By the end of her senior year, one City College student had already been incarcerated multiple times, was involved with local gangs and had little insight into her future.
Four years and countless hours of dedication later, Edith Rodriguez flew out to represent City College in Washington, D.C.
At the Aspen Institute ceremony, Second Lady Jill Biden announced that City College won the 2013 Aspen Institute Prize for Community College Excellence.
“It’s touching, I would never picture myself in our nation’s capital. I went back to the time when I was a disappointment to my family then thought of where I was in that moment and it was just the best feeling,” said Edith Rodriguez, former Extended Opportunities Programs and Services (EOPS) President.
Now, Rodriguez is preparing to transfer with an associate degree in liberal arts with an emphasis in math and science as well as a separate associate degree in physics under her belt.
All of this, and she didn’t even graduate from eighth grade.
Instead of being preoccupied with boys, candy and television, she stumbled onto the dangerous road paved by some family members before her.
“My cousins didn’t go to school and kind of became involved with street gangs and drugs. That’s what I was exposed to so just watching what my cousins did made me take that path too,” said Rodriguez.
“I remember in junior high I didn’t even graduate because I started getting into trouble,” she said. “I got into fights. I kind of lived like that during my high school experience. I was not a good student at all.”
Her parents had moved to America from Mexico, determined to provide a better life for their children. However, they had little control over Rodriguez and her brother as they began mimicking their extended family’s criminal activity.
“I didn’t know any other way to live. My cousins didn’t go to school. I lived in a bubble. I knew it wasn’t the right thing but it was the only thing I knew,” she said.
“At the same time my brother was getting incarcerated with me too. He had gotten into big trouble and he was looking at a couple years as a juvenile and I remember seeing how heavy that was on my family and I realized, ‘Oh my god, what am I doing?’”
It was that day she decided to make a change.
Consequently, Rodriguez returned to Santa Barbara High School, after spending some time at El Puente community school and Villa Esperanza probation school, to graduate with the rest of her class. In the last few weeks before graduation, a representative came to inform students of City College’s Running Start program.
Running Start is a six-week summer program in which students take two classes in the morning and are tutored in the afternoon. They go on field trips Fridays and are paid $100 a week to attend. The program is meant to inspire the educationally unprepared as well as low-income students to pursue a better future.
Rodriguez was hooked. She took down the presenter’s number and made sure to contact him immediately in regards to the program.
The number belonged to Alfonso Corral, EOPS student program advisor, who would recommend her for the Aspen Award trip years later.
“You could tell that she was a go-getter, she was calling and emailing me before I even got the information out. You could tell that she wanted to be a part of the program,” said Corral.

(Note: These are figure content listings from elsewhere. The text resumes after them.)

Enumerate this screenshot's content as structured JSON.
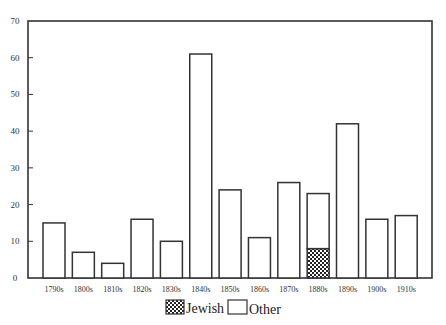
{
  "chart_data": {
    "type": "bar",
    "stacked": true,
    "title": "",
    "xlabel": "",
    "ylabel": "",
    "ylim": [
      0,
      70
    ],
    "yticks": [
      0,
      10,
      20,
      30,
      40,
      50,
      60,
      70
    ],
    "grid": false,
    "legend_position": "bottom-center",
    "categories": [
      "1790s",
      "1800s",
      "1810s",
      "1820s",
      "1830s",
      "1840s",
      "1850s",
      "1860s",
      "1870s",
      "1880s",
      "1890s",
      "1900s",
      "1910s"
    ],
    "series": [
      {
        "name": "Jewish",
        "pattern": "crosshatch",
        "values": [
          0,
          0,
          0,
          0,
          0,
          0,
          0,
          0,
          0,
          8,
          0,
          0,
          0
        ]
      },
      {
        "name": "Other",
        "pattern": "none",
        "values": [
          15,
          7,
          4,
          16,
          10,
          61,
          24,
          11,
          26,
          15,
          42,
          16,
          17
        ]
      }
    ],
    "totals": [
      15,
      7,
      4,
      16,
      10,
      61,
      24,
      11,
      26,
      23,
      42,
      16,
      17
    ]
  },
  "legend": {
    "items": [
      {
        "label": "Jewish",
        "swatch": "crosshatch"
      },
      {
        "label": "Other",
        "swatch": "empty"
      }
    ]
  },
  "colors": {
    "axis": "#333333",
    "bar_stroke": "#333333",
    "bar_fill": "#ffffff"
  }
}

Just weeks after barely graduating from Santa Barbara High School in 2009, Rodriguez began attending City College regularly, and fell in love with what the school had to offer.
During her time here, she was President of EOPS and a member of Phi Theta Kappa. She is currently a part of the Society of Hispanic Professional Engineers. Her main focuses right now are her academics and an internship at UCSB where she assists in programing hardware.
“I don’t think I’ve ever seen her upset or mad. She always has a smile on her face. The thing about her is that she gives it all back. She went back to El Puente to tutor students, she comes here to EOPS as a peer advisor, and she was a peer advisor for Running Start,” said Corral.
“Every year she’s been here she’s organized a day for students to come to Running Start. That was all created by Edith,” he said. “We didn’t have anything as structured as that before she came along and said, ‘I want to do this.’”
Her actions have not gone unnoticed. When Superintendent-President Lori Gaskin called Rodriguez to announce she had been chosen for the Aspen Award trip, she was shocked.
“I realized I was the only student going. It gave me the chills. Knowing that the hard work that I’ve done has paid off,” said Rodriguez.
“It was an honor to be there to represent our school because I’m so thankful for the staff here. They helped me all the way and encouraged me. I feel like I have a little family. When I needed the support I found it, and that’s why I stayed.”